Through her window I caught sight of the very large plant I’d seen in her living room a few days before. I hadn’t really noticed it at the time. Now I remembered we’d been discussing Rohmer and Beethoven, and she was sitting right under its leaves and I’d been staring at it all the time.

I decided to walk downtown. I hadn’t crossed the street when an impulse made me pass by the bakery and stop once I noticed that the windows were all fogged up inside. I could use a croissant, I thought. There was a long line, there always was by mid-morning, especially during the holidays.

This was the spot of two nights ago. To stir the memory of our kiss, I came even closer to the glass and, so as not to arouse suspicion inside the bakery, pretended to be straining my eyes to make out whether the line was long inside, almost pressing my nose flat against the glass. Clara was with me again. Our mysterious hip movements were as alive to me now as they were then. Nothing had changed. It amazed me to think that this bakery not only remembered the night better than I could but, in the tradition of all great bakeries on holidays, it remembered it for me and was offering me the choicest slice, the one with the king’s charm. One could keep this charm for life. Clara would become like one of those diseases that can definitely be overcome but that leave their mark on your skin and, sometimes, disfigure you completely, and you’ll call it a blessing all the same because it opened the way to God.

If I should ever wish to see her in the weeks to come, the easiest way would be to come here instead of walking around her building. Or I could do both, the way people go to a cemetery to visit one tombstone and, since they’re there already, might as well put flowers on someone else’s too.

I opened the door and walked into the bakery and, when my turn came, on the spur of the moment decided to buy one of their large fruit tarts.
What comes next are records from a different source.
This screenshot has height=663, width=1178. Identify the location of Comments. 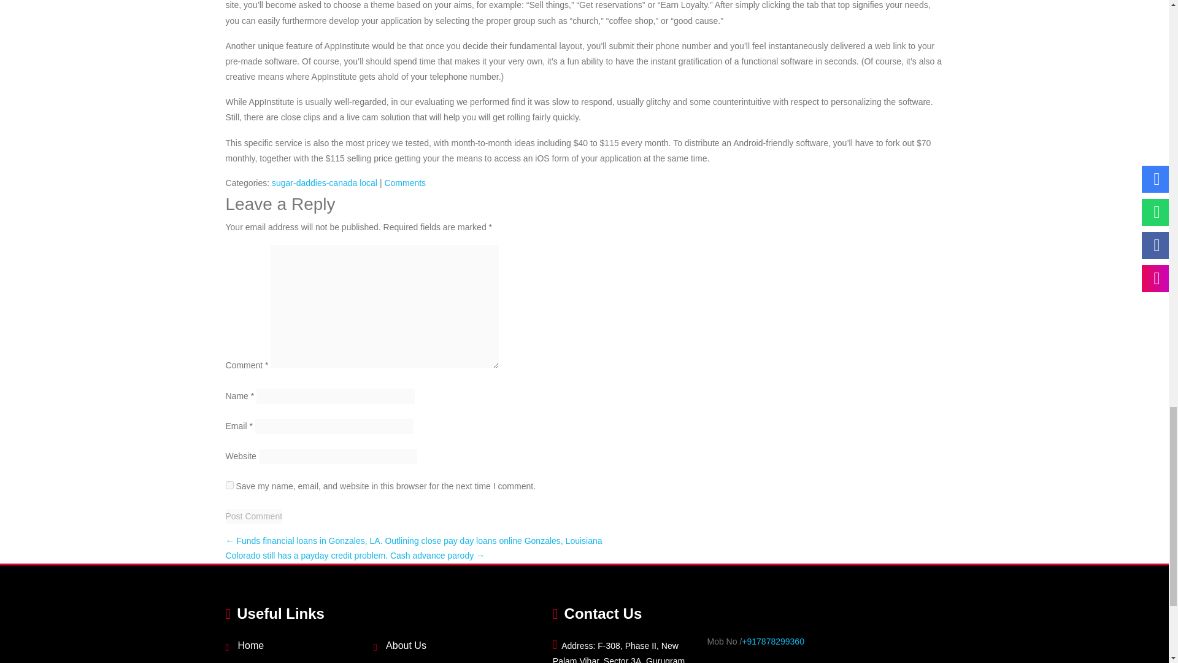
(404, 183).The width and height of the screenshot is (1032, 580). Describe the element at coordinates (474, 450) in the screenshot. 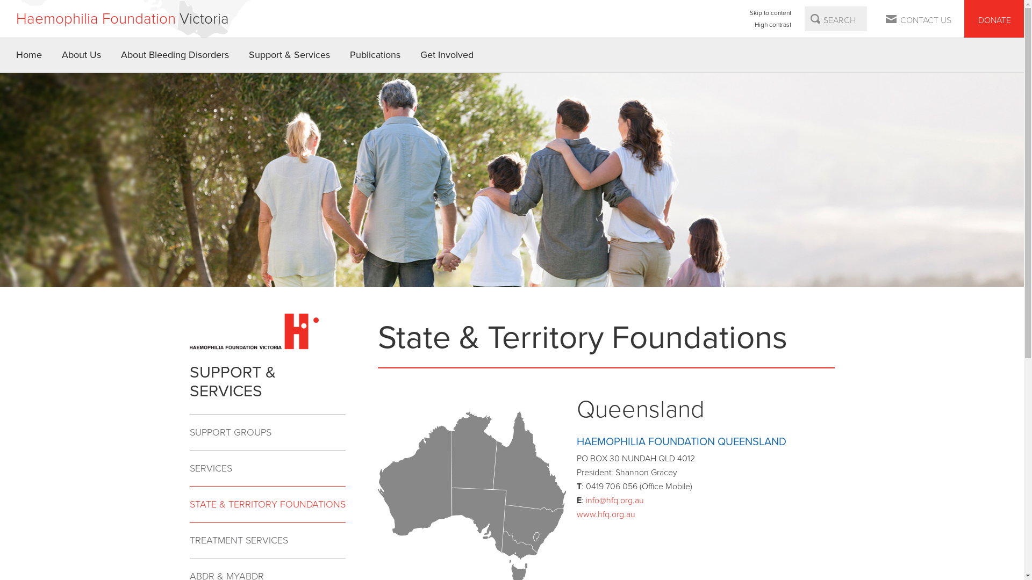

I see `Northern Territory` at that location.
Then, on second thought, added four pastries as well.

“I could have sworn it was you,” said a man’s voice. I turned around. It was a friend I hadn’t seen in months. He was having breakfast with his girlfriend, seated at a tiny round table. “I saw you peeking in from outside, and for a moment I thought you were about to flatten your whole face at me.”

He introduced me to Lauren. We shook hands. What was I up to these days? Nothing, I replied. I was headed for a late lunch with some friends on Ninety-fifth Street — hence the cakes.

The idea of visiting my friends had occurred to me only after I’d purchased the cakes.

Читать дальше
Тёмная тема
Сбросить

Интервал:

Закладка:

Сделать

Похожие книги на «Eight White Nights»

Представляем Вашему вниманию похожие книги на «Eight White Nights» списком для выбора. Мы отобрали схожую по названию и смыслу литературу в надежде предоставить читателям больше вариантов отыскать новые, интересные, ещё непрочитанные произведения.


Отзывы о книге «Eight White Nights»

Обсуждение, отзывы о книге «Eight White Nights» и просто собственные мнения читателей. Оставьте ваши комментарии, напишите, что Вы думаете о произведении, его смысле или главных героях. Укажите что конкретно понравилось, а что нет, и почему Вы так считаете.